7/22/06

Can you email me now?

I've just wasted another hour trying to track down the early Sixties Yogi Bear episode when a mad scientist visits Jellystone in a small trailer and switches Yogi's brain with a chicken's. Metal colanders always make me think of the Yogi brain trade. This is the only Yogi cartoon that made any impact on me, although I vaguely remember the picnic baskets.

I must have been six or seven at the time, so about the age when kids started hearing lectures about not getting into cars with strangers. We had an incredibly secure childhood in a neighborhood where we couldn't make much of a move without being in view of a mommy looking out her kitchen window, so we were able to run and play all over the block, and ride bikes all around the neighborhood. We kids made our own entertainment most of the time, and participated in far fewer adult-organized activities than kids do now.

I somehow equated the warnings about strangers in cars with the Yogi cartoon. Get in a car with a stranger, and that mad little scientist will put a colander on your head, hook up some wires, and swap your brain! Come to think of it, maybe that cartoon is where our president got all his ideas about scientists!




I don't really believe Al Gore invented the internet, of course, but a bit of Yankee ingenuity has improved my son's access to email. Son Two is spending the summer doing an internship in a sweltering foreign country without air conditioning (and I don't mean St. Louis). Al Gore is probably doing his global warming slide shows somewhere in a/c comfort.

The sweltering summer interns have rigged up wires from a USB port through a metal sieve which they dangle out the window of their apartment. This soup-cans-and-string contraption somehow sucks internet vibes out of thin air, or at least picks up signals from WiFi or routers in other apartments in the building.

Communication sure has come a long way since I used to sit in the treehouse writing notes and lowering them in a bucket on a rope to my siblings. There was a nice breeze up there most of the time, and the wood was satisfyingly warm. It was very safe, and I never clucked.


• [Problem statement]: Omit every picture while repeating the entries exactly.

○ ○ ○ ○

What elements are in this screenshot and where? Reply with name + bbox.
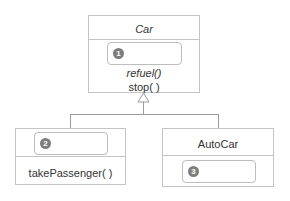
method-take-passenger: takePassenger( ): [16, 166, 125, 180]
class-autocar-name: AutoCar: [163, 137, 273, 151]
badge-3: 3: [188, 166, 199, 177]
class-child-left: 2 takePassenger( ): [15, 128, 126, 185]
class-child-left-divider: [16, 156, 125, 157]
blank-slot-2: 2: [34, 132, 108, 155]
class-autocar-divider: [163, 155, 273, 156]
badge-2: 2: [40, 138, 51, 149]
blank-slot-3: 3: [182, 160, 256, 183]
class-autocar: AutoCar 3: [162, 128, 274, 187]
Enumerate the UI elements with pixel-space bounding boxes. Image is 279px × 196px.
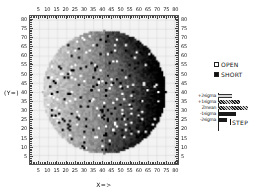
axis-tick: [30, 86, 32, 87]
open-square-icon: [214, 62, 219, 67]
axis-tick: [30, 42, 32, 43]
axis-tick: [30, 97, 32, 98]
axis-tick: [153, 162, 154, 164]
axis-tick: [176, 121, 178, 122]
axis-tick: [30, 46, 33, 47]
axis-tick: [176, 59, 178, 60]
axis-tick: [30, 128, 33, 129]
wafer-map-figure: 5101520253035404550556065707580 51015202…: [0, 0, 279, 196]
axis-tick: [30, 79, 32, 80]
axis-tick: [30, 33, 32, 34]
legend-label-open: OPEN: [221, 61, 238, 68]
axis-tick-label: 35: [181, 98, 192, 103]
axis-tick: [30, 127, 32, 128]
axis-tick-label: 60: [136, 168, 142, 173]
legend-item-short[interactable]: SHORT: [214, 70, 274, 78]
axis-tick: [30, 20, 32, 21]
axis-tick: [30, 138, 33, 139]
x-axis-title: X=>: [96, 182, 111, 187]
axis-tick: [30, 81, 32, 82]
axis-tick: [176, 141, 178, 142]
axis-tick: [30, 152, 32, 153]
axis-tick: [176, 86, 178, 87]
axis-tick: [176, 149, 178, 150]
axis-tick: [175, 156, 178, 157]
axis-tick: [30, 147, 33, 148]
histogram-bar: [218, 118, 227, 122]
axis-tick: [176, 79, 178, 80]
axis-tick: [30, 103, 32, 104]
histogram-bar: [218, 94, 232, 98]
axis-tick-label: 50: [117, 168, 123, 173]
axis-tick: [176, 117, 178, 118]
axis-tick: [176, 63, 178, 64]
axis-tick: [30, 26, 32, 27]
axis-tick: [176, 52, 178, 53]
axis-tick-label: 5: [16, 153, 27, 158]
axis-tick: [176, 150, 178, 151]
axis-tick: [176, 95, 178, 96]
axis-tick: [176, 22, 178, 23]
axis-tick: [30, 72, 32, 73]
axis-tick: [102, 161, 103, 164]
axis-tick: [176, 88, 178, 89]
axis-tick-label: 25: [181, 117, 192, 122]
axis-tick: [30, 53, 32, 54]
axis-tick: [30, 22, 32, 23]
axis-tick-label: 30: [81, 168, 87, 173]
axis-tick: [176, 112, 178, 113]
axis-tick-label: 15: [53, 7, 59, 12]
axis-tick-label: 75: [181, 25, 192, 30]
axis-tick: [176, 68, 178, 69]
axis-tick: [30, 17, 32, 18]
axis-tick: [176, 154, 178, 155]
axis-tick: [175, 74, 178, 75]
axis-tick: [176, 161, 178, 162]
axis-tick: [30, 110, 33, 111]
histogram-row-label: Zmean: [196, 105, 217, 110]
axis-tick: [176, 106, 178, 107]
axis-tick: [176, 17, 178, 18]
axis-tick: [30, 123, 32, 124]
axis-tick: [128, 16, 129, 18]
wafer-plot-area[interactable]: [29, 15, 179, 165]
legend-item-open[interactable]: OPEN: [214, 60, 274, 68]
filled-square-icon: [214, 72, 219, 77]
wafer-heatmap-canvas: [30, 16, 178, 164]
axis-tick: [176, 30, 178, 31]
axis-tick: [176, 53, 178, 54]
axis-tick: [30, 75, 32, 76]
axis-tick: [176, 143, 178, 144]
axis-tick: [30, 24, 32, 25]
axis-tick: [30, 101, 33, 102]
step-tick-icon: [230, 119, 231, 125]
axis-tick-label: 10: [16, 144, 27, 149]
axis-tick: [30, 44, 32, 45]
axis-tick: [176, 103, 178, 104]
axis-tick: [175, 28, 178, 29]
axis-tick: [176, 31, 178, 32]
axis-tick: [175, 110, 178, 111]
axis-tick: [176, 77, 178, 78]
axis-tick: [176, 50, 178, 51]
axis-tick: [176, 26, 178, 27]
axis-tick: [153, 16, 154, 18]
axis-tick-label: 50: [181, 71, 192, 76]
axis-tick: [30, 130, 32, 131]
sigma-histogram[interactable]: +2sigma+1sigmaZmean-1sigma-2sigma STEP: [196, 93, 276, 133]
axis-tick: [30, 141, 32, 142]
axis-tick: [30, 125, 32, 126]
axis-tick-label: 60: [16, 53, 27, 58]
axis-tick: [30, 19, 33, 20]
axis-tick: [30, 160, 32, 161]
axis-tick-label: 40: [99, 7, 105, 12]
axis-tick-label: 25: [72, 168, 78, 173]
axis-tick-label: 5: [37, 7, 40, 12]
axis-tick: [30, 48, 32, 49]
axis-tick-label: 20: [16, 126, 27, 131]
axis-tick: [30, 108, 32, 109]
axis-tick: [30, 106, 32, 107]
axis-tick: [30, 145, 32, 146]
axis-tick: [176, 24, 178, 25]
axis-tick: [176, 90, 178, 91]
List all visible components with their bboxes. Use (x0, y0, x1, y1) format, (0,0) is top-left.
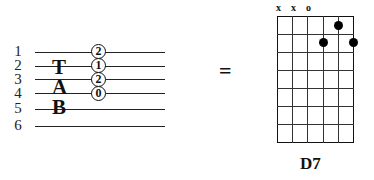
fret-line-5 (277, 106, 354, 107)
finger-dot-string-3-fret-2 (319, 38, 328, 47)
fret-line-3 (277, 70, 354, 71)
fret-line-2 (277, 52, 354, 53)
tab-letter-b: B (52, 97, 66, 118)
fret-marker-string-2: 1 (91, 58, 106, 73)
fret-marker-string-1: 2 (91, 44, 106, 59)
string-mark-1: x (276, 3, 281, 13)
fret-marker-string-3: 2 (91, 72, 106, 87)
tab-line-6 (35, 126, 165, 127)
finger-dot-string-1-fret-2 (349, 38, 358, 47)
string-mark-3: o (306, 3, 311, 13)
fret-line-6 (277, 124, 354, 125)
fret-line-1 (277, 34, 354, 35)
finger-dot-string-2-fret-1 (334, 21, 343, 30)
equals-sign: = (219, 58, 232, 84)
fret-line-4 (277, 88, 354, 89)
chord-name: D7 (300, 154, 321, 174)
string-number-6: 6 (12, 118, 24, 133)
string-mark-2: x (291, 3, 296, 13)
string-number-4: 4 (12, 86, 24, 101)
string-number-5: 5 (12, 101, 24, 116)
fret-marker-string-4: 0 (91, 86, 106, 101)
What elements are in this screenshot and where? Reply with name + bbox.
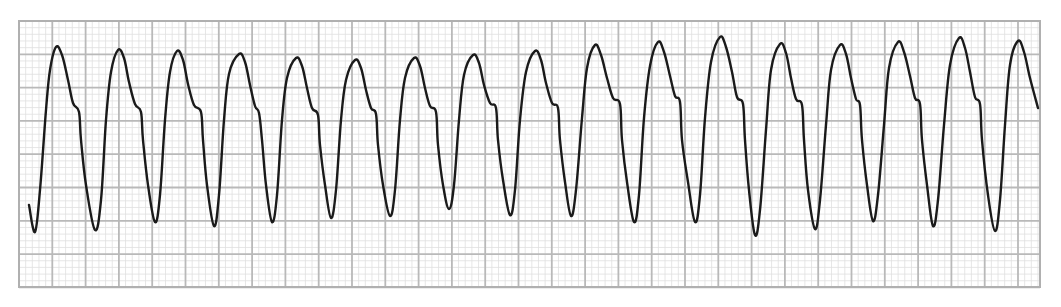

○ ○ ○ ○

• [Problem solution]:
What elements are in this screenshot and where? Reply with name + bbox.
method-take-passenger: takePassenger( ): [16, 166, 125, 180]
class-autocar-name: AutoCar: [163, 137, 273, 151]
badge-3: 3: [188, 166, 199, 177]
class-child-left: 2 takePassenger( ): [15, 128, 126, 185]
class-child-left-divider: [16, 156, 125, 157]
blank-slot-2: 2: [34, 132, 108, 155]
class-autocar-divider: [163, 155, 273, 156]
badge-2: 2: [40, 138, 51, 149]
blank-slot-3: 3: [182, 160, 256, 183]
class-autocar: AutoCar 3: [162, 128, 274, 187]
Enumerate the UI elements with pixel-space bounding boxes. Image is 279px × 196px.
axis-tick: [30, 86, 32, 87]
open-square-icon: [214, 62, 219, 67]
axis-tick: [30, 42, 32, 43]
axis-tick: [30, 97, 32, 98]
axis-tick: [153, 162, 154, 164]
axis-tick: [176, 121, 178, 122]
axis-tick: [30, 46, 33, 47]
axis-tick: [176, 59, 178, 60]
axis-tick: [30, 128, 33, 129]
wafer-map-figure: 5101520253035404550556065707580 51015202…: [0, 0, 279, 196]
axis-tick: [30, 79, 32, 80]
axis-tick: [30, 33, 32, 34]
legend-label-open: OPEN: [221, 61, 238, 68]
axis-tick-label: 35: [181, 98, 192, 103]
axis-tick: [30, 127, 32, 128]
axis-tick-label: 60: [136, 168, 142, 173]
legend-item-short[interactable]: SHORT: [214, 70, 274, 78]
axis-tick: [30, 20, 32, 21]
axis-tick: [30, 138, 33, 139]
x-axis-title: X=>: [96, 182, 111, 187]
axis-tick: [30, 81, 32, 82]
axis-tick: [176, 141, 178, 142]
axis-tick: [30, 152, 32, 153]
axis-tick: [176, 86, 178, 87]
axis-tick: [176, 149, 178, 150]
axis-tick: [175, 156, 178, 157]
axis-tick: [30, 147, 33, 148]
histogram-bar: [218, 118, 227, 122]
axis-tick: [176, 79, 178, 80]
axis-tick: [30, 103, 32, 104]
histogram-bar: [218, 94, 232, 98]
axis-tick-label: 50: [117, 168, 123, 173]
axis-tick: [176, 117, 178, 118]
axis-tick: [176, 63, 178, 64]
axis-tick: [30, 26, 32, 27]
axis-tick: [176, 52, 178, 53]
axis-tick-label: 5: [16, 153, 27, 158]
axis-tick: [176, 150, 178, 151]
axis-tick: [176, 95, 178, 96]
axis-tick: [176, 22, 178, 23]
axis-tick: [30, 72, 32, 73]
axis-tick: [102, 161, 103, 164]
axis-tick: [176, 88, 178, 89]
axis-tick-label: 25: [181, 117, 192, 122]
axis-tick: [30, 53, 32, 54]
axis-tick: [30, 22, 32, 23]
axis-tick-label: 30: [81, 168, 87, 173]
axis-tick: [176, 112, 178, 113]
axis-tick-label: 15: [53, 7, 59, 12]
axis-tick-label: 75: [181, 25, 192, 30]
axis-tick: [176, 68, 178, 69]
axis-tick: [30, 17, 32, 18]
axis-tick: [176, 154, 178, 155]
axis-tick: [175, 74, 178, 75]
axis-tick: [176, 161, 178, 162]
axis-tick: [30, 110, 33, 111]
histogram-row-label: Zmean: [196, 105, 217, 110]
axis-tick: [176, 106, 178, 107]
axis-tick: [176, 17, 178, 18]
axis-tick: [30, 123, 32, 124]
axis-tick: [128, 16, 129, 18]
wafer-plot-area[interactable]: [29, 15, 179, 165]
legend-item-open[interactable]: OPEN: [214, 60, 274, 68]
filled-square-icon: [214, 72, 219, 77]
wafer-heatmap-canvas: [30, 16, 178, 164]
axis-tick: [176, 30, 178, 31]
axis-tick: [176, 53, 178, 54]
axis-tick: [30, 75, 32, 76]
axis-tick: [176, 143, 178, 144]
axis-tick: [30, 24, 32, 25]
axis-tick: [30, 101, 33, 102]
step-tick-icon: [230, 119, 231, 125]
axis-tick-label: 10: [16, 144, 27, 149]
axis-tick: [30, 44, 32, 45]
axis-tick: [176, 103, 178, 104]
axis-tick: [175, 28, 178, 29]
axis-tick: [176, 31, 178, 32]
axis-tick: [175, 110, 178, 111]
axis-tick: [176, 77, 178, 78]
axis-tick: [176, 50, 178, 51]
axis-tick: [176, 26, 178, 27]
axis-tick: [153, 16, 154, 18]
axis-tick-label: 50: [181, 71, 192, 76]
axis-tick: [30, 130, 32, 131]
sigma-histogram[interactable]: +2sigma+1sigmaZmean-1sigma-2sigma STEP: [196, 93, 276, 133]
axis-tick: [30, 141, 32, 142]
axis-tick: [30, 125, 32, 126]
axis-tick-label: 60: [16, 53, 27, 58]
axis-tick: [30, 19, 33, 20]
axis-tick: [30, 160, 32, 161]
axis-tick-label: 40: [99, 7, 105, 12]
axis-tick-label: 25: [72, 168, 78, 173]
axis-tick-label: 5: [37, 7, 40, 12]
axis-tick: [30, 48, 32, 49]
axis-tick-label: 20: [16, 126, 27, 131]
axis-tick: [30, 108, 32, 109]
axis-tick: [30, 106, 32, 107]
axis-tick: [30, 145, 32, 146]
axis-tick: [176, 24, 178, 25]
axis-tick: [176, 90, 178, 91]
List all visible components with their bboxes. Use (x0, y0, x1, y1) format, (0,0) is top-left.
fret-line-5 (277, 106, 354, 107)
finger-dot-string-3-fret-2 (319, 38, 328, 47)
fret-line-3 (277, 70, 354, 71)
fret-line-2 (277, 52, 354, 53)
tab-letter-b: B (52, 97, 66, 118)
fret-marker-string-2: 1 (91, 58, 106, 73)
fret-marker-string-1: 2 (91, 44, 106, 59)
string-mark-1: x (276, 3, 281, 13)
fret-marker-string-3: 2 (91, 72, 106, 87)
tab-line-6 (35, 126, 165, 127)
finger-dot-string-1-fret-2 (349, 38, 358, 47)
string-mark-3: o (306, 3, 311, 13)
fret-line-6 (277, 124, 354, 125)
fret-line-1 (277, 34, 354, 35)
finger-dot-string-2-fret-1 (334, 21, 343, 30)
equals-sign: = (219, 58, 232, 84)
fret-line-4 (277, 88, 354, 89)
chord-name: D7 (300, 154, 321, 174)
string-number-6: 6 (12, 118, 24, 133)
string-mark-2: x (291, 3, 296, 13)
string-number-4: 4 (12, 86, 24, 101)
string-number-5: 5 (12, 101, 24, 116)
fret-marker-string-4: 0 (91, 86, 106, 101)
What elements are in this screenshot and where? Reply with name + bbox.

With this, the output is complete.